From building roads to learning the ancient techniques of bamboo handicraft

Construction worker Mauricio Antonio Núñez lost his job in 2018 because he defended the government during the violence associated with the failed coup.

Journalist Jorge Capelán visited  him in his workshop south of Managua to find out about his new vocation as a bamboo craftsperson thanks to the support of the MEFCCA*, the government ministry for the social economy. In addition Mauricio is a member of a co-operative set up to grow and sell bamboo.

“We’ve been working with bamboo for three years now,” he explains. “I was totally ignorant about bamboo, and I had never even thought I could do drawings or art.” he adds. The progress Mauricio has made was rewarded in November 2020 when he won third place and a prize of 5,000 córdobas (£100) in a handicraft contest organised by MEFCCA.

When MEFCCA announced in 2018 that they were going to organise a bamboo training project in the area where Mauricio lives he signed up ‘out of curiosity’.  He immediately felt a love for working with bamboo and has since done MEFCCA courses in making toys, furniture, masks, chandeliers, walking sticks as well as how to do lamination and run a business.

Mauricio went on to explain what the training has meant to him: “I never imagined I could do this. I think the only thing that was missing was a little bit of discovery and some training and encouragement. I’m still learning because I’m new, I’m not like people from other places who already have ‘that gene’ [of craftsmanship that has been passed down through generations].”

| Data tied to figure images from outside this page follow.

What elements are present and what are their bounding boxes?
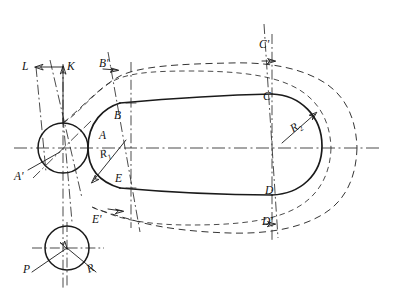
profile-bottom-edge [120,188,272,195]
label-D: D [265,185,273,197]
outer-envelope-upper [63,63,357,148]
dimension-L-extension [36,67,46,172]
label-E: E [115,173,122,185]
radius-R1-arrowhead [92,175,99,183]
label-D-prime: D' [262,216,273,228]
offset-arrow-E-prime-head [116,209,124,213]
label-B: B [114,110,121,122]
vector-P-line [32,248,67,272]
station-slant-CD-prime [264,24,278,238]
label-A: A [99,130,106,142]
inner-offset-curve-lower [92,148,331,225]
profile-right-arc-R2 [272,94,322,195]
label-C: C [263,91,271,103]
label-B-prime: B' [99,58,108,70]
technical-drawing-canvas: L K B' C' B C A A' E E' D D' P R R1 R2 [0,0,393,300]
leader-A-prime [28,152,60,170]
label-P: P [23,264,30,276]
label-L: L [22,61,28,73]
slant-centerline-left-down [50,60,82,198]
drawing-svg [0,0,393,300]
label-A-prime: A' [14,171,23,183]
profile-top-edge [120,94,272,103]
label-E-prime: E' [92,214,101,226]
label-K: K [67,61,75,73]
label-C-prime: C' [259,39,269,51]
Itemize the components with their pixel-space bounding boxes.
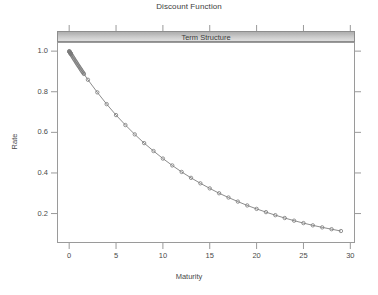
x-tick-label: 25	[291, 251, 315, 260]
x-axis-label: Maturity	[0, 272, 378, 281]
y-axis-label: Rate	[10, 121, 19, 161]
x-tick-label: 5	[104, 251, 128, 260]
x-tick-label: 10	[151, 251, 175, 260]
panel-border	[58, 43, 355, 243]
y-tick-label: 0.6	[26, 127, 48, 136]
strip-header: Term Structure	[57, 31, 355, 42]
series-line	[69, 51, 341, 231]
x-tick-label: 0	[57, 251, 81, 260]
discount-function-chart: Discount Function Term Structure 0510152…	[0, 0, 378, 295]
y-tick-label: 0.2	[26, 209, 48, 218]
series-markers	[68, 49, 343, 232]
x-tick-label: 15	[198, 251, 222, 260]
x-tick-label: 20	[245, 251, 269, 260]
strip-header-label: Term Structure	[58, 32, 354, 43]
y-tick-label: 0.8	[26, 87, 48, 96]
y-tick-label: 0.4	[26, 168, 48, 177]
x-tick-label: 30	[338, 251, 362, 260]
y-tick-label: 1.0	[26, 46, 48, 55]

The courses are taught by Nicaraguan, Central American, and also Chinese-Taiwanese teachers, a country with a long tradition of using bamboo, not only for handicraft, but also for large constructions.

At the beginning, Mauricio received only training but when his commitment became clear, he received a loan from MEFCCA to buy raw materials and tools.

“From there I started to work a little more, to have clients… If you look here you will see that I have almost nothing, because they call me and ask me ‘look, can you do such and such a thing’ and then I make it.” “Everything associated with working with bamboo requires a wonderful technique’, he stresses, “it may look easy but it isn’t.”

The first piece he sold was a mask. “People loved it,” he says. “Now I have clients waiting for orders, but I tell them that they have to be patient because you have to make sure that what you are delivering is [a good product]; bamboo is very delicate.”

To ensure that it is well cured the bamboo must be cut according to natural ancestral techniques during  a particular phase of the moon and then dried evenly in the sun. If this doesn’t happen correctly there is a risk that termites will start eating it so ‘even if the piece looks beautiful’ it will be a bad product.

Bamboo is grown in the Central Pacific region of  northern Nicaragua. Thanks to the support of China-Taiwan new varieties have been introduced, for example, very thin varieties and thicker ones used in building construction.

Mauricio acknowledges how grateful he is to MEFCCA for the support they have provided so that he can dedicate himself to bamboo: ‘If it weren’t for MEFCCA  I wouldn’t be doing this right now, who knows how I would be… ‘

This is ongoing support not just in the form of technical training and loans but also on how to set up and run a business. ‘For example tomorrow they have invited us to a course on how to design an eye-catching logo.’ he says.

Mauricio is also member of a ten person co-operative that currently buys bamboo from other places such as Matagalpa, but they have also started to grow it in Managua to use as raw material and to sell plants to other people.

————————————–

* Over 80% of the Nicaraguan workforce is employed in the social economy which creates 60% of disposable income. For this reason the Ministry of Family, Communal, Cooperative and Associative Economy (MEFCCA) is one of the country’s key ministries. Whole sectors of the economy are owned and controlled by this sector ranging from transport to food production to retail.

It is responsible for a large variety of startups such family owned shops, peasant co-operatives, and women’s organisations. MEFCCA supports these enterprises with training, funding and promotion.

The logic of MEFCCA is not based on reproducing capital for its own sake, but rather to address the needs of the self-employed workers, their families, communities and society as a whole.